I'm curious to see how the roof is finished, as the renders make it appear to be one large expanse of glass. I'm sure no piece that large could be fabricated, so hopefully they have a good plan for it to appear as seamless as the renders suggest. I love this tower though, really looking forward to seeing it built.
 
I'm curious to see how the roof is finished, as the renders make it appear to be one large expanse of glass. I'm sure no piece that large could be fabricated, so hopefully they have a good plan for it to appear as seamless as the renders suggest. I love this tower though, really looking forward to seeing it built.

Good observation. The glass roof will literally be the crown jewel on this tower so hopefully it takes that title for the right reasons.
 
I'm curious to see how the roof is finished, as the renders make it appear to be one large expanse of glass. I'm sure no piece that large could be fabricated, so hopefully they have a good plan for it to appear as seamless as the renders suggest. I love this tower though, really looking forward to seeing it built.
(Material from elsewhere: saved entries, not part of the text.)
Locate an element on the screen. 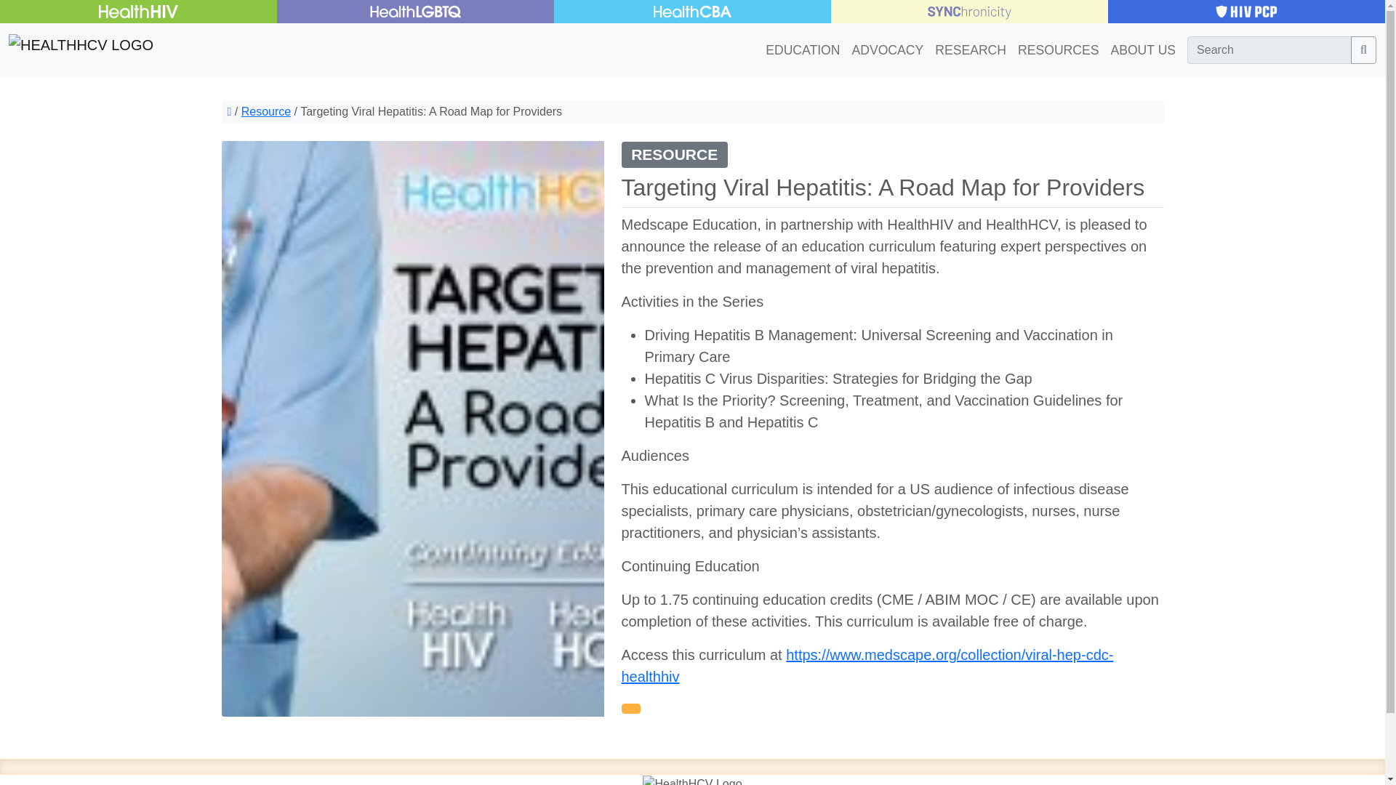 The height and width of the screenshot is (785, 1396). RESEARCH is located at coordinates (970, 49).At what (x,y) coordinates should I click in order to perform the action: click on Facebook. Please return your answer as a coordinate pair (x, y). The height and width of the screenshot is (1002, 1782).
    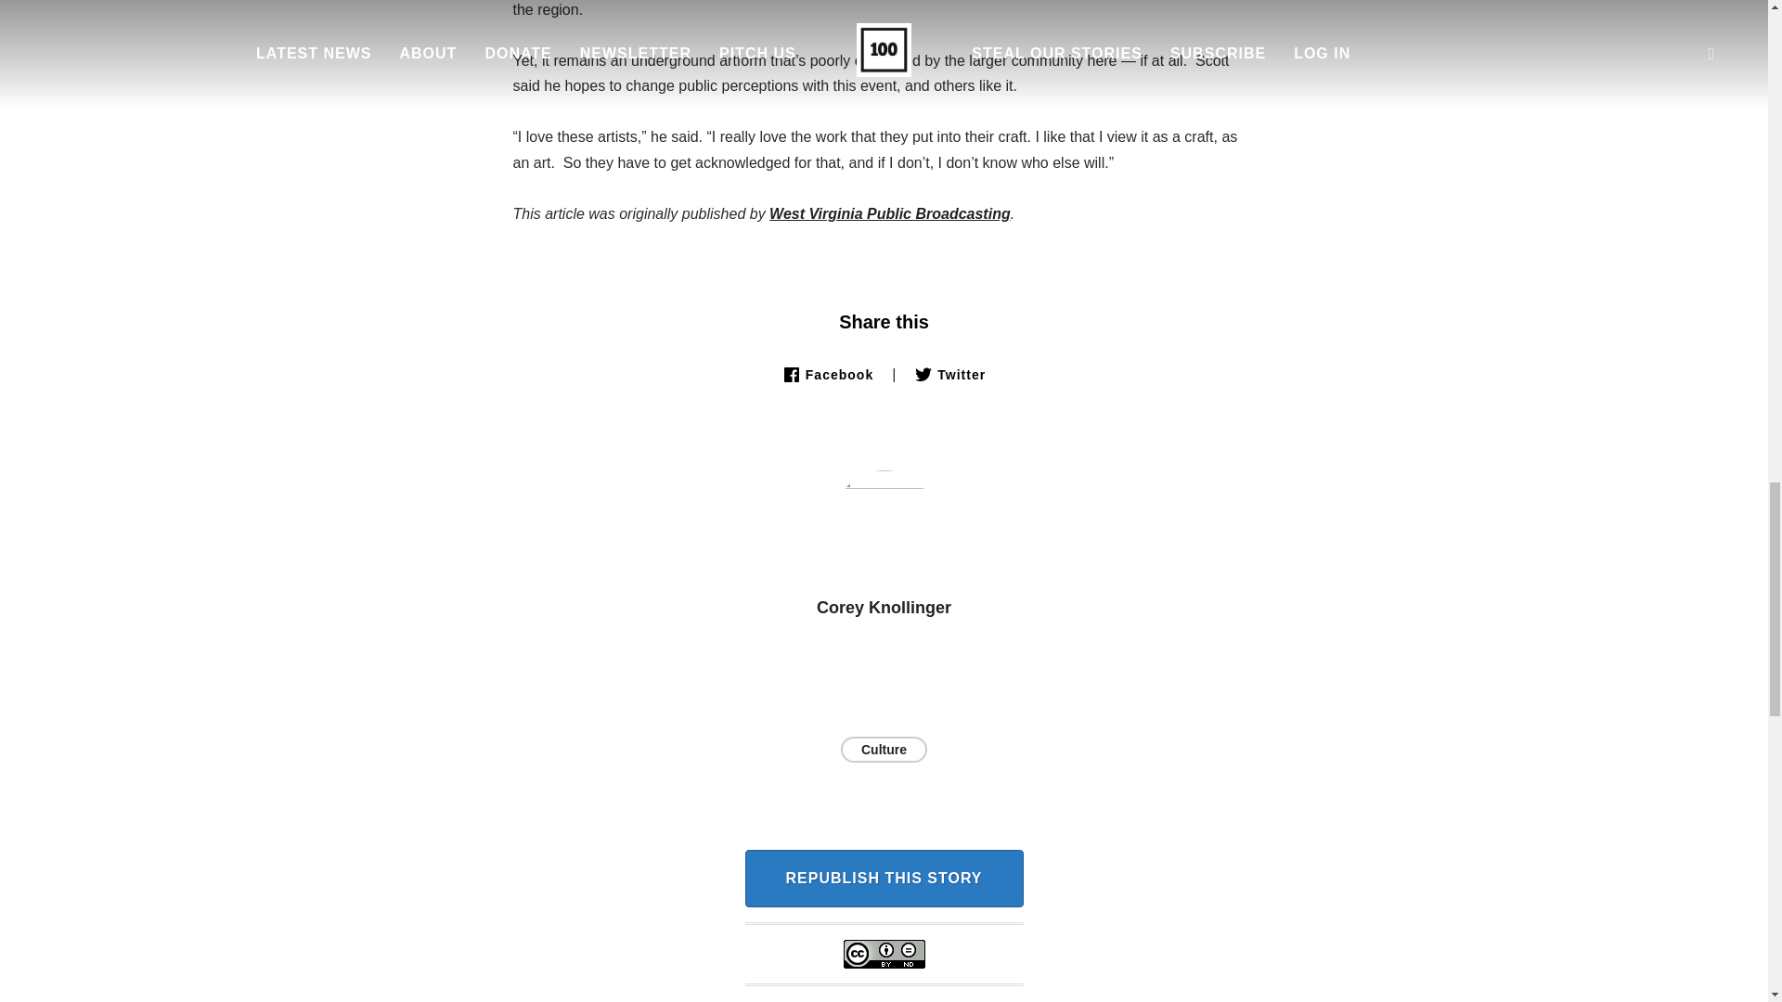
    Looking at the image, I should click on (827, 375).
If the end product resembles the rendering, then this will probably one of the best residential high-rises to be built in Canada in this era, along with Absolute and L Tower.
 
Not to bring up the whole debate again.

But after seeing the larger / high res renderings and comparing it with Aqua in Chicago ... this seems to have a lot more potential ... they're not quite the same beats but I find Aqua a little messy so to speak.
 
These pics posted by chrisel make me totally love this building. I think it will look amazing. I want to live here now.
 
I should know better than to fall in love with jazzy artist renderings (as... ZOMG! the CHEAPENING!) but I'm really liking this building.

I'm still not sold on the podium, but I'm gaining faith in the look of the tower.